May well be the best, at least for this level of hardware! - 92%
TO
SUM UP
My all too brief look at the RiscOS scene shows a long and fairly prolific
history. In terms of general quality, the original and later model
Archimedes were more than adequate in holding their own against contemporary
Amiga 500 demos. The Risc PC took Amiga AGA and PeeCee demos as their model,
and from the screenshots that I've seen of the StrongArm demos in the Coders
Revenge diskmag, look utterly fantastic. But with a level of power such as a
233 mhz Risc processor, then so they should, I hear you cry. Even my
limited RPC 600 is capable of hosting some class acts. The Era demo would
stretch existing Falcon hardware, but it would not be impossible to
replicate by any means with a bit of thought.
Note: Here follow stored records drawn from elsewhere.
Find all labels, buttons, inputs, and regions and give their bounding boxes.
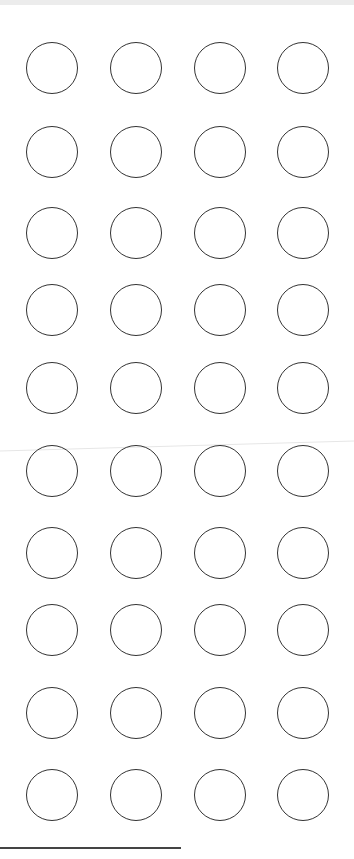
- top-edge-shadow: [0, 0, 354, 5]
- circle-r8-c4: [277, 604, 329, 656]
- circle-r3-c1: [26, 207, 78, 259]
- circle-r1-c2: [110, 42, 162, 94]
- circle-r7-c4: [277, 527, 329, 579]
- circle-r4-c2: [110, 284, 162, 336]
- circle-r9-c4: [277, 687, 329, 739]
- circle-r5-c4: [277, 362, 329, 414]
- circle-r7-c2: [110, 527, 162, 579]
- circle-r1-c3: [194, 42, 246, 94]
- circle-r6-c3: [194, 445, 246, 497]
- circle-r8-c3: [194, 604, 246, 656]
- circle-r7-c1: [26, 527, 78, 579]
- circle-r5-c3: [194, 362, 246, 414]
- circle-r2-c2: [110, 126, 162, 178]
- circle-r8-c2: [110, 604, 162, 656]
- circle-r6-c4: [277, 445, 329, 497]
- circle-r5-c1: [26, 362, 78, 414]
- circle-r5-c2: [110, 362, 162, 414]
- circle-r1-c4: [277, 42, 329, 94]
- circle-r4-c4: [277, 284, 329, 336]
- circle-r10-c4: [277, 769, 329, 821]
- circle-r2-c1: [26, 126, 78, 178]
- circle-r3-c3: [194, 207, 246, 259]
- circle-r7-c3: [194, 527, 246, 579]
- circle-r6-c2: [110, 445, 162, 497]
- bottom-rule-line: [0, 847, 181, 849]
- circle-r9-c3: [194, 687, 246, 739]
- circle-r3-c4: [277, 207, 329, 259]
- circle-r9-c2: [110, 687, 162, 739]
- circle-r10-c2: [110, 769, 162, 821]
- circle-r1-c1: [26, 42, 78, 94]
- circle-r10-c3: [194, 769, 246, 821]
- circle-r6-c1: [26, 445, 78, 497]
- circle-r4-c1: [26, 284, 78, 336]
- circle-r2-c3: [194, 126, 246, 178]
- circle-r8-c1: [26, 604, 78, 656]
- circle-r10-c1: [26, 769, 78, 821]
- circle-r3-c2: [110, 207, 162, 259]
- circle-r9-c1: [26, 687, 78, 739]
- circle-r2-c4: [277, 126, 329, 178]
- circle-r4-c3: [194, 284, 246, 336]
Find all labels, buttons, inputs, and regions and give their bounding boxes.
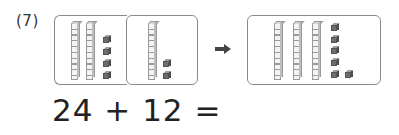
unit-cube [163, 61, 169, 67]
addend-box-second [126, 15, 198, 85]
ten-rod [274, 23, 281, 80]
ten-rod [148, 23, 155, 80]
unit-cube [103, 61, 109, 67]
unit-cube [331, 72, 337, 78]
addition-equation: 24 + 12 = [52, 92, 221, 128]
unit-cube [331, 37, 337, 43]
unit-cube [163, 73, 169, 79]
ten-rod [293, 23, 300, 80]
unit-cube [103, 37, 109, 43]
unit-cube [103, 49, 109, 55]
unit-cube [103, 73, 109, 79]
ten-rod [312, 23, 319, 80]
ten-rod [86, 23, 93, 80]
sum-result-box [247, 15, 381, 85]
unit-cube [331, 48, 337, 54]
ten-rod [71, 23, 78, 80]
problem-number-label: (7) [16, 12, 39, 30]
unit-cube [331, 60, 337, 66]
unit-cube [345, 72, 351, 78]
right-arrow-icon [215, 44, 231, 54]
addend-box-first [54, 15, 127, 85]
unit-cube [331, 25, 337, 31]
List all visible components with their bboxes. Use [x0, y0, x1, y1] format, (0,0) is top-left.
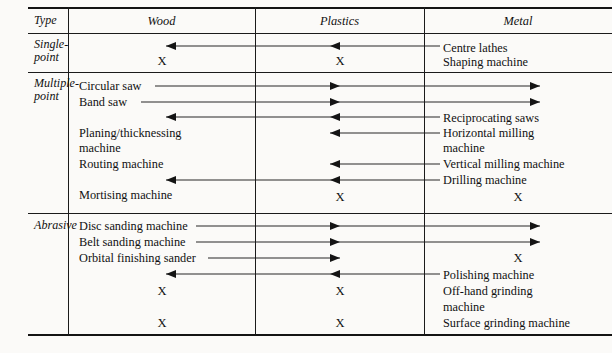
table-bottom-border — [28, 334, 612, 336]
materials-processes-table: Type Wood Plastics Metal Single- point X… — [0, 0, 612, 353]
table-top-border — [28, 7, 612, 9]
entry-band-saw: Band saw — [79, 95, 127, 110]
entry-offhand-line1: Off-hand grinding — [443, 284, 533, 299]
entry-shaping-machine: Shaping machine — [443, 55, 528, 70]
entry-reciprocating-saws: Reciprocating saws — [443, 111, 539, 126]
entry-offhand-line2: machine — [443, 300, 485, 315]
arrow-band-saw — [141, 98, 540, 106]
column-divider-wood — [255, 7, 256, 334]
mark-multiple-plastics-x: X — [330, 190, 350, 205]
arrow-belt-sanding — [196, 238, 540, 246]
arrow-disc-sanding — [196, 222, 540, 230]
arrow-orbital-sander — [208, 254, 340, 262]
mark-abrasive-metal-x: X — [508, 251, 528, 266]
mark-abrasive-plastics-x-2: X — [330, 316, 350, 331]
section-label-abrasive: Abrasive — [34, 219, 77, 233]
mark-single-plastics-x: X — [330, 54, 350, 69]
mark-abrasive-wood-x-2: X — [152, 316, 172, 331]
section-label-multiple-point-line2: point — [34, 90, 59, 104]
column-divider-plastics — [424, 7, 425, 334]
header-separator — [28, 33, 612, 34]
entry-belt-sanding: Belt sanding machine — [79, 235, 186, 250]
entry-surface-grinding: Surface grinding machine — [443, 316, 570, 331]
column-header-wood: Wood — [68, 14, 255, 28]
column-header-type: Type — [34, 14, 57, 28]
entry-planing-line2: machine — [79, 141, 121, 156]
entry-polishing-machine: Polishing machine — [443, 268, 534, 283]
entry-orbital-sander: Orbital finishing sander — [79, 251, 196, 266]
mark-multiple-metal-x: X — [508, 190, 528, 205]
entry-centre-lathes: Centre lathes — [443, 41, 508, 56]
entry-drilling-machine: Drilling machine — [443, 173, 527, 188]
column-header-metal: Metal — [424, 14, 612, 28]
entry-circular-saw: Circular saw — [79, 79, 142, 94]
arrow-centre-lathes — [166, 42, 440, 50]
arrow-circular-saw — [155, 82, 540, 90]
section-label-single-point-line2: point — [34, 51, 59, 65]
entry-mortising-machine: Mortising machine — [79, 188, 172, 203]
arrow-polishing-machine — [166, 270, 440, 278]
column-header-plastics: Plastics — [255, 14, 424, 28]
entry-horizontal-line1: Horizontal milling — [443, 126, 534, 141]
entry-disc-sanding: Disc sanding machine — [79, 219, 188, 234]
entry-horizontal-line2: machine — [443, 141, 485, 156]
row-separator-single — [28, 72, 612, 73]
row-separator-multiple — [28, 213, 612, 214]
column-divider-type — [68, 7, 69, 336]
arrow-reciprocating-saws — [166, 113, 440, 121]
entry-planing-line1: Planing/thicknessing — [79, 126, 181, 141]
mark-abrasive-wood-x-1: X — [152, 284, 172, 299]
mark-single-wood-x: X — [152, 54, 172, 69]
entry-routing-machine: Routing machine — [79, 157, 163, 172]
mark-abrasive-plastics-x-1: X — [330, 284, 350, 299]
arrow-drilling-machine — [166, 176, 440, 184]
entry-vertical-milling: Vertical milling machine — [443, 157, 565, 172]
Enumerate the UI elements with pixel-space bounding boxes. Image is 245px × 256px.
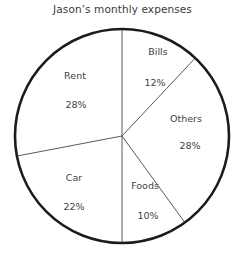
pie-chart-graphic	[0, 0, 245, 256]
pie-value-others: 28%	[179, 140, 200, 151]
pie-value-bills: 12%	[144, 77, 165, 88]
pie-value-car: 22%	[63, 201, 84, 212]
pie-value-foods: 10%	[137, 210, 158, 221]
pie-label-others: Others	[170, 113, 202, 124]
pie-label-rent: Rent	[64, 70, 86, 81]
pie-value-rent: 28%	[65, 99, 86, 110]
pie-chart-screenshot: Jason’s monthly expenses Bills12%Others2…	[0, 0, 245, 256]
pie-label-foods: Foods	[131, 180, 159, 191]
pie-label-bills: Bills	[148, 46, 167, 57]
pie-label-car: Car	[66, 172, 82, 183]
pie-slice-rent[interactable]	[15, 29, 122, 156]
But I'm left wondering what is coming next? Any material relating to the
RiscOS demo scene seems to refer to it in the past tense. The internet
information sources that I have been able to find all seem to stop dead
around a couple of years ago. A lot of links to individual demo crew sites
are long gone as well. I get the feeling that the demo scene here suffered a
huge body blow when the Risc PC 2 or Phoebe was cancelled, and a lot of
crews who were looking forward to coding on it, gave up at that point. At
least some people are still out there, one of our favourite German groups,
tSCc has got a healthy cross-fertilisation going with the RiscOS group
Icebird. We know very well what they are up to on Atari, but on RiscOS? This
deep silence from the RiscOS demo scene may also have something to do with a
lack of focus and motivation. I don't think there have been any recent
coding parties for this format. This serves as a useful warning to those of
us who wish to see more Atari demos in the future!
Anyway, one correspondent, who expressed their thoughts about the recent
Mekka Symposium party on the Alt Party website, described the RiscOS demo
scene as "Small but still alive." If anyone who is closer to the centre of
it than I am can tell me what is going on at the moment, I'll be more than
happy to share the news with the readers of Alive! in the next issue.